Misclassifying regular employees as independent contractors affects the amount of tax funds government agencies receive. A recent federal study reported that up to 30 percent of companies misclassify employees, which could equate to millions of workers not receiving the benefits guaranteed to them by law and huge tax fund losses for the government. Those losses could also result in higher tax cost for regular employees and businesses. With federal and state agencies facing dismal budget deficits, the Department of Labor is expected to crack down on employee misclassification. President Obama’s 2010 budget anticipates the federal onslaught against misclassified contractors to generate over $7 billion for government agencies over the next ten years. It’s a problem the government is taking very seriously, and you should too.
The responsibility of correctly classifying employees rests on the shoulders of employers. Companies who incorrectly qualify employees as independent contractors could face the cost of back taxes along with any penalties and interest incurred. So, before you utilize an independent contractor, protect your company with accurate documentation and appropriate treatment of the contract workers.

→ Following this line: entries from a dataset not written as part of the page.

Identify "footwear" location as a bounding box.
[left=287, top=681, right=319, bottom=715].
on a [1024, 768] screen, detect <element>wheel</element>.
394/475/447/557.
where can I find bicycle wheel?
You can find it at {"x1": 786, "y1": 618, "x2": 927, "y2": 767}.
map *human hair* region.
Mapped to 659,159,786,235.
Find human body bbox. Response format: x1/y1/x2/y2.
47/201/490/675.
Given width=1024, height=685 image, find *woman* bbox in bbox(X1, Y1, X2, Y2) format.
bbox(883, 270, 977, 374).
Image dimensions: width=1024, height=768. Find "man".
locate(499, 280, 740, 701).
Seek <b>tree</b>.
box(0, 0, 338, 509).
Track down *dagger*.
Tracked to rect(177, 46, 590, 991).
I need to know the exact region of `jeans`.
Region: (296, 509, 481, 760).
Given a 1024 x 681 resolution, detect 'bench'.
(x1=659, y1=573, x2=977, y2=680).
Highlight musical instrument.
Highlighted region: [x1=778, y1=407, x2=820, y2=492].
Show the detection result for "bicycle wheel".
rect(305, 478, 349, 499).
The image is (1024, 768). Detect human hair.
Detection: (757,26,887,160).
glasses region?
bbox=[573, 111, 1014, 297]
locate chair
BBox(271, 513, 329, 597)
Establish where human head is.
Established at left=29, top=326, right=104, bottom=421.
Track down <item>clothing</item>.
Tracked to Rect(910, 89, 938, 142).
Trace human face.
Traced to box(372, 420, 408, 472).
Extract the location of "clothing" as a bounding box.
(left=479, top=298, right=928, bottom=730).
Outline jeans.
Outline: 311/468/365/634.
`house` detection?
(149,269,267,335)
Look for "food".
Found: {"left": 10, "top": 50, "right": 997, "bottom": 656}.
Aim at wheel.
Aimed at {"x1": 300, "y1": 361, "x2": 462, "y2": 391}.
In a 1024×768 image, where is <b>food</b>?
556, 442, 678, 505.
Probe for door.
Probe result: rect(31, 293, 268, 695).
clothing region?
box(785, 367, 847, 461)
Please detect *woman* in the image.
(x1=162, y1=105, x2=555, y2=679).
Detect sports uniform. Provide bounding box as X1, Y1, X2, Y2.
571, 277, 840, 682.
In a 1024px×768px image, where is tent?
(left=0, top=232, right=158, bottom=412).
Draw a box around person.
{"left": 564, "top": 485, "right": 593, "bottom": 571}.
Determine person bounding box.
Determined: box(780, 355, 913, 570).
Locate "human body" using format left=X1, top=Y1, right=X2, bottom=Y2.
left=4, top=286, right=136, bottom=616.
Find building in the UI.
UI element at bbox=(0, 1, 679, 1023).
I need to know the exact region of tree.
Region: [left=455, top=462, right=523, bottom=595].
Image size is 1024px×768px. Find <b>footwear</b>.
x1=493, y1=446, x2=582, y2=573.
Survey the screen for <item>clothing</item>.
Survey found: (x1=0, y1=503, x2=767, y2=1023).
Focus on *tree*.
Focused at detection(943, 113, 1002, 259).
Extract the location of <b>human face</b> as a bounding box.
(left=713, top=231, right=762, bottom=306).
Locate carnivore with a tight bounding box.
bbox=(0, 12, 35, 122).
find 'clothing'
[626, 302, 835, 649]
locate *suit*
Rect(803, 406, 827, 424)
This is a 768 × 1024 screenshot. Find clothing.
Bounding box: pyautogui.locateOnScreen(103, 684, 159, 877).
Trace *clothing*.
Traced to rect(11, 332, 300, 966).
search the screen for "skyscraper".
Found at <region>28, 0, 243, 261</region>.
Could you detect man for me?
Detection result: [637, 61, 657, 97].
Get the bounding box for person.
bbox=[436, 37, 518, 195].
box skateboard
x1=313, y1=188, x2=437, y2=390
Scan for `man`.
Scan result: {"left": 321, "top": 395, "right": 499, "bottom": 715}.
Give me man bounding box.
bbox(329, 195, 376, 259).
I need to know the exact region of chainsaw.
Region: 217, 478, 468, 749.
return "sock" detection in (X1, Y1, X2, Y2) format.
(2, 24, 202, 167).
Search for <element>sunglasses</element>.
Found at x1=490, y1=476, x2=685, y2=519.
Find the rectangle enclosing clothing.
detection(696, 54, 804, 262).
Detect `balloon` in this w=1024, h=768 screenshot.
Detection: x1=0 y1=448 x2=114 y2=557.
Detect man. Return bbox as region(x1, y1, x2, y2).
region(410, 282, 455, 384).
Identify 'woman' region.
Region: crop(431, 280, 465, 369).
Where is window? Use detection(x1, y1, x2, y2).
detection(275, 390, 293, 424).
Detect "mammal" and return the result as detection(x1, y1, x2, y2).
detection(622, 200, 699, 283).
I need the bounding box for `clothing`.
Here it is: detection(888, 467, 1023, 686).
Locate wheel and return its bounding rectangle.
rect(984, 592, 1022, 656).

Independent Contractor Treatment
When determining the classification of a worker, the Internal Revenue Service (IRS) evaluates factors like instructions and training provided by the company along with a worker’s ability to profit or suffer loss. Workers classified as independent contractors are not required to follow instructions on when, where, and how work is conducted. So, if you’re providing detailed instructions on how work is to be completed or training on company processes, you may be incorrectly qualifying an employee as a 1099 worker. Contractors are not employees and should not be treated as such. Treat your contractors like the independent businesses they are, and avoid any behavior that may have employer-employee connotations.
Independent Contractor Documentation
Businesses audited by the IRS must provide documentation that verifies independent contractors as separate business entities, and demonstrates that the worker’s intent from the establishment of the contract was to serve as an independent contractor. Examples of documentation you should obtain include the contractor’s advertisements and business listings, a business card, insurance certificates, billing invoices, W-9 forms, and 1099’s issued from other companies. Employer records should also include a signed independent contractor agreement that outlines the services the contractor will provide including, specific projects, due dates, locations, expected results, and the determined compensation.
Recruiting an independent contractor can be a flexible and economical solution for your company’s short-term projects. Contracting also allows you access to the specialized skills and expertise you need without the hassle of administrative cost and benefits. And, by obtaining the necessary documentation and displaying the correct conduct towards independent contractors, you can protect your company from the risks of misclassifying workers. If you’re concerned about misclassifying employees, consider using a staffing firm for short-term contractors and project professionals as an alternative. Staffing firms provide the same advantages like cost saving and flexibility without the hassle and stress of interviews and paperwork.